9 QUEBEC FEATURES AT TIFF
Quebec has nine features among the 27 films in TIFF’s Canadian lineup. Here they are.
HOCHELAGA, TERRE DES ÂMES
François Girard (Thirty Two Short Films About Glenn Gould, The Red Violin) explores the history and prehistory of Montreal over the past 750 years, beginning with a football game at Percival-Molson Stadium and going back to an Iroquois massacre in 1267.
EYE ON JULIET
Kim Nguyen (Rebelle, Two Lovers and a Bear) continues his existential exploration of other cultures with this story of an American hexapod operator who becomes intrigued by a woman he sees through the eyes of the surveillance contraption he uses to monitor a pipeline in North Africa.
OUR PEOPLE WILL BE HEALED
In her 50th film, Abenaki filmmaker Alanis Obomsawin finds a positive Indigenous story at a special school in the Manitoba First Nations community of Norway House.
TA PEAU SI LISSE
Quebec auteur Denis Côté is known for both his offbeat fiction films (Vic et Flo ont vu un ours, Curling) and his surreal documentaries (Bestiaire, Carcasses). His latest is an immersive trip into the world of bodybuilding.
A WORTHY COMPANION
Photographer brothers Carlos and Jason Sanchez make their feature debut with this story of a 30-yearold woman (Evan Rachel Wood) who becomes obsessed with a teenage runaway (Julia Sarah Stone).
ALL YOU CAN EAT BUDDHA
Ian Lagarde’s first feature injects dramatic quirk to the tale of an oddly charismatic man at an all-inclusive resort who begins performing minor miracles.
AVA
Montrealer Sadaf Foroughi’s debut feature is the semi-autobiographical tale of a teenage Iranian girl who begins to question her family’s values when her mother brings her to a doctor to test her virginity.
LES AFFAMÉS
Robin Aubert crafts an unusual zombie flick with this story of a town in rural Quebec adjusting to the postapocalypse.

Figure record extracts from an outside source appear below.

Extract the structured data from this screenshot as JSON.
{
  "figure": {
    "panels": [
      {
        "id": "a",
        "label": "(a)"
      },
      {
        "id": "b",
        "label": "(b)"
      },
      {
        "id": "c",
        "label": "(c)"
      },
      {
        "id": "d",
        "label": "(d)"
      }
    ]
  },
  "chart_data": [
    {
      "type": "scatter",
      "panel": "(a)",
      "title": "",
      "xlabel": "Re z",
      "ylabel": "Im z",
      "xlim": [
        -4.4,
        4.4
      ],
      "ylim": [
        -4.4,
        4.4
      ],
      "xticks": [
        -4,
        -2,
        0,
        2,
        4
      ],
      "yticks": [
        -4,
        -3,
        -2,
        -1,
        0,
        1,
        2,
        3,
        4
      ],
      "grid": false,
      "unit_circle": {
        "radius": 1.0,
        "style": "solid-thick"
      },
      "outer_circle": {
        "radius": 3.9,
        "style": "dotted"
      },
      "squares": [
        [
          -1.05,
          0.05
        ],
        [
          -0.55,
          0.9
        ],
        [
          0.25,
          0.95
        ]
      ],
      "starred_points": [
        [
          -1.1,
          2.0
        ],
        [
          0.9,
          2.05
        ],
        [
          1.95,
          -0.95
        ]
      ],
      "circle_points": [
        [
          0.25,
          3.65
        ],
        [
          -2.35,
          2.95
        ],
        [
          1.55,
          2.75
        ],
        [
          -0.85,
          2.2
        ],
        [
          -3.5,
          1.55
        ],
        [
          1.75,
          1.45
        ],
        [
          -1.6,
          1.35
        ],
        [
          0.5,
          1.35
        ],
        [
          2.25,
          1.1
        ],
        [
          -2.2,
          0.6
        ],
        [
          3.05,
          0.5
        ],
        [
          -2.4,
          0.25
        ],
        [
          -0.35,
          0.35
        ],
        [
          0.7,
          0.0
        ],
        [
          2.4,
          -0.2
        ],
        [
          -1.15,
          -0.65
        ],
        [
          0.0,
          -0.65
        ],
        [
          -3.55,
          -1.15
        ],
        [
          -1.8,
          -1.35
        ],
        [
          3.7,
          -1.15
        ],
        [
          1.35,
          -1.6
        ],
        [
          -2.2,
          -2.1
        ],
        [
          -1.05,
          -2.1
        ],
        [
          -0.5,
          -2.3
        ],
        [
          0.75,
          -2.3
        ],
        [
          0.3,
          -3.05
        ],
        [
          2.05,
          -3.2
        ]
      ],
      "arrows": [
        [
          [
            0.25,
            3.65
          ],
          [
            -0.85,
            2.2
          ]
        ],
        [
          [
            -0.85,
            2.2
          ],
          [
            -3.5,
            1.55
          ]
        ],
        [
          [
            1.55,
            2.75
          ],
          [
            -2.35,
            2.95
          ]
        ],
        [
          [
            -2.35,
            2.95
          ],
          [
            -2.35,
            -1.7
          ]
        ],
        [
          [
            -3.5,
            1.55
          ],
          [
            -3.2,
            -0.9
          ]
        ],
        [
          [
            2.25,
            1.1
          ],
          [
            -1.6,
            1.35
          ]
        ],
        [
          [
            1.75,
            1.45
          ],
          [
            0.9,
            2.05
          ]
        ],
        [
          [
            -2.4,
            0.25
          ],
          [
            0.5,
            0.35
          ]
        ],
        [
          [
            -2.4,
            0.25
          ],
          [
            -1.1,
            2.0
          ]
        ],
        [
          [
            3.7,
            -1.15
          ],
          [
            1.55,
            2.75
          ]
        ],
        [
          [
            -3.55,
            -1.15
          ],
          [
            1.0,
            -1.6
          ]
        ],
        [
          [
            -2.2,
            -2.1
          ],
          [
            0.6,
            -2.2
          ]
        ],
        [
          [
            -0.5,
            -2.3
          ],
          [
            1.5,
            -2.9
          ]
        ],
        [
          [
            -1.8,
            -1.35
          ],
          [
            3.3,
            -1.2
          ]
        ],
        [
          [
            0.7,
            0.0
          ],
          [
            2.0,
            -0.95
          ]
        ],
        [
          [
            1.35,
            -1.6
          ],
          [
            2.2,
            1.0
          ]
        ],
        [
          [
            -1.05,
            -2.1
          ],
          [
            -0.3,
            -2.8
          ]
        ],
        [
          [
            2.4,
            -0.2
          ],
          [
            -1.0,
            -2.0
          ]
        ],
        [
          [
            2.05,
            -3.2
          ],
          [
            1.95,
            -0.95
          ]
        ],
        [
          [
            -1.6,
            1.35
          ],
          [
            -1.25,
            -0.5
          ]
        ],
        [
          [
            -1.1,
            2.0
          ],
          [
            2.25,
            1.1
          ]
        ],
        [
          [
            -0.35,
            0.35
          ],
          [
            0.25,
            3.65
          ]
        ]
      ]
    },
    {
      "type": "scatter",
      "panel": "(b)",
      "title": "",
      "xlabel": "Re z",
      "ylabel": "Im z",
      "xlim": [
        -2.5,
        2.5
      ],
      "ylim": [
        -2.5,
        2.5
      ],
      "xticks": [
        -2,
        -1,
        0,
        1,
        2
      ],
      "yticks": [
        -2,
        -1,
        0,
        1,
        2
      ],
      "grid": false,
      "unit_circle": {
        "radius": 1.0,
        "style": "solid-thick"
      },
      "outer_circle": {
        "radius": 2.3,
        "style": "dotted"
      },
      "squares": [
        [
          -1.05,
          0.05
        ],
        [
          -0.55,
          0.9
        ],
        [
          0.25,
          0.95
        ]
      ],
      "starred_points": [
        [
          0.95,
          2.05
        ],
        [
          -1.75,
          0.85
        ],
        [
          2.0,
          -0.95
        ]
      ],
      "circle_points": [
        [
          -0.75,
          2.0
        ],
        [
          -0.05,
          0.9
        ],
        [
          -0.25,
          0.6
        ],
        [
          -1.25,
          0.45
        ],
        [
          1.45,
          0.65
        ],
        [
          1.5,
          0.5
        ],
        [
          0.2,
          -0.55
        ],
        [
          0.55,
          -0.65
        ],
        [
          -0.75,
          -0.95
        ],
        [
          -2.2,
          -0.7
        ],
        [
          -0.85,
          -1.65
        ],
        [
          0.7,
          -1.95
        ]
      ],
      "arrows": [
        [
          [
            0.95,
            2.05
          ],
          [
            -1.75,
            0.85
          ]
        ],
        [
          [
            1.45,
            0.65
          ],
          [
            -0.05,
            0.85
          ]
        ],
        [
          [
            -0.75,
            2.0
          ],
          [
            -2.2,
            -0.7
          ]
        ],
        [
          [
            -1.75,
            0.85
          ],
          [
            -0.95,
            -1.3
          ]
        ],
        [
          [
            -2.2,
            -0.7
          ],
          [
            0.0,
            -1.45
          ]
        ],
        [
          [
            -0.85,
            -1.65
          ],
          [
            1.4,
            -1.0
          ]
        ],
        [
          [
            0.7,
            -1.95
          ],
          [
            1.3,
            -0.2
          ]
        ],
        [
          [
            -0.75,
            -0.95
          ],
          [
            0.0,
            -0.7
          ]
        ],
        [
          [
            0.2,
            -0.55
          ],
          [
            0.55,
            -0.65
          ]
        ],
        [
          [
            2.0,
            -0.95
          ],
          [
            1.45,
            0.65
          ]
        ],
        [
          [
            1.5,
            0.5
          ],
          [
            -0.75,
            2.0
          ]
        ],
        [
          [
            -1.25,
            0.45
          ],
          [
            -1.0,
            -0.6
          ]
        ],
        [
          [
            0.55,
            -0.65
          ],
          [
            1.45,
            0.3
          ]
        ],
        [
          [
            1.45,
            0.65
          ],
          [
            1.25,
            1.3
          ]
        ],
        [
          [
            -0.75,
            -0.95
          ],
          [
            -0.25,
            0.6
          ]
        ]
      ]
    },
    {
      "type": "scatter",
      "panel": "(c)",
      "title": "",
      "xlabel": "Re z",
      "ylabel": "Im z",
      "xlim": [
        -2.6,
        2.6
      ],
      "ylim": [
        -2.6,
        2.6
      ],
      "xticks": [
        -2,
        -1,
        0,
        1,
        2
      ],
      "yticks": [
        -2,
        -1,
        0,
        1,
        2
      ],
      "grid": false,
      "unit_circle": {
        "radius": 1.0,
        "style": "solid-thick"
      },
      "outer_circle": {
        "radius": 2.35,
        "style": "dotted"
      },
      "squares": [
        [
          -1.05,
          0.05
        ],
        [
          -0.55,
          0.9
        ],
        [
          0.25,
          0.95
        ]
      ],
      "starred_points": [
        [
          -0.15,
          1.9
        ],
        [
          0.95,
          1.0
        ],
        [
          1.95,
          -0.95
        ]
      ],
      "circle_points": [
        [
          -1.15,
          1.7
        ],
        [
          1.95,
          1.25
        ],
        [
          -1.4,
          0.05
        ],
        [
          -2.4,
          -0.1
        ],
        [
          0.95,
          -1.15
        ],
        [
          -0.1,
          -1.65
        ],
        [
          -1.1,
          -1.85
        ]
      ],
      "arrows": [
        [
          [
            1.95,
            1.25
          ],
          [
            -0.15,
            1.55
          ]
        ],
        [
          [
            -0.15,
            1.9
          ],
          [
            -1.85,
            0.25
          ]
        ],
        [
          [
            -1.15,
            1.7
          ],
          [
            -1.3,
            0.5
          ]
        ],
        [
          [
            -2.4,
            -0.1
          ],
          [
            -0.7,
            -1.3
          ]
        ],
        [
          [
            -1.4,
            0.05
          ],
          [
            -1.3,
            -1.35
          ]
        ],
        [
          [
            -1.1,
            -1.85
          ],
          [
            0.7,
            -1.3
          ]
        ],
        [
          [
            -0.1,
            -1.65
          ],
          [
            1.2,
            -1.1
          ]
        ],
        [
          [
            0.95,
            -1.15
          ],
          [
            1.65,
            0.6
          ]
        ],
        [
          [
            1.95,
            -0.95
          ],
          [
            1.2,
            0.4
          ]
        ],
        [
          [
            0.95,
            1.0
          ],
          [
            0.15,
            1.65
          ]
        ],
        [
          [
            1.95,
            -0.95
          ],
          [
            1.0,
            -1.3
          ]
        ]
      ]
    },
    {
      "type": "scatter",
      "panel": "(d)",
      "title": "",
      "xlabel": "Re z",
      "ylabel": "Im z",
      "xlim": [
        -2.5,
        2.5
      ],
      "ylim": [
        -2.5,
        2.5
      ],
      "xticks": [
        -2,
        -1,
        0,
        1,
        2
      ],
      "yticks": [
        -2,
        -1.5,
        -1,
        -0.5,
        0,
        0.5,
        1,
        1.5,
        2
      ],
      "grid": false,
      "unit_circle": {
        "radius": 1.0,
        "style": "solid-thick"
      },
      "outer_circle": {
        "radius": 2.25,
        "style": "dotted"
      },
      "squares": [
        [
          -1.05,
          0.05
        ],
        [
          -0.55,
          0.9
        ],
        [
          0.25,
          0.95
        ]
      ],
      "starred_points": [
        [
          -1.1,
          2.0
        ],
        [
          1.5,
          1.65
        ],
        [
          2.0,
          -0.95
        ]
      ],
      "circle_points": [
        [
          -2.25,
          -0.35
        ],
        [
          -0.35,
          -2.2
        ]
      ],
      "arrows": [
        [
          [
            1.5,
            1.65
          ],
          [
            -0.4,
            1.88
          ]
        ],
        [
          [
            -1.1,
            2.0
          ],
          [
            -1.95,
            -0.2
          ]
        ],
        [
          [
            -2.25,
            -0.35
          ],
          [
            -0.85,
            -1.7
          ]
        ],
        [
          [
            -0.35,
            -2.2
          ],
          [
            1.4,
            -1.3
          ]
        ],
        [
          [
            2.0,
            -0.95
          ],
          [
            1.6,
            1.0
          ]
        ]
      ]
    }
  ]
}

LA PETITE FILLE QUI AIMAIT TROP LES ALLUMETTES
Co-director of last year’s TIFF best Canadian feature winner, Ceux qui font les révolutions à moitié n’ont fait que se creuser un tombeau, Simon Lavoie returns solo with this blackand-white adaptation of Gaétan Soucy’s 1998 novel about a pair of children left to their own devices following the death of their overbearing, religious father.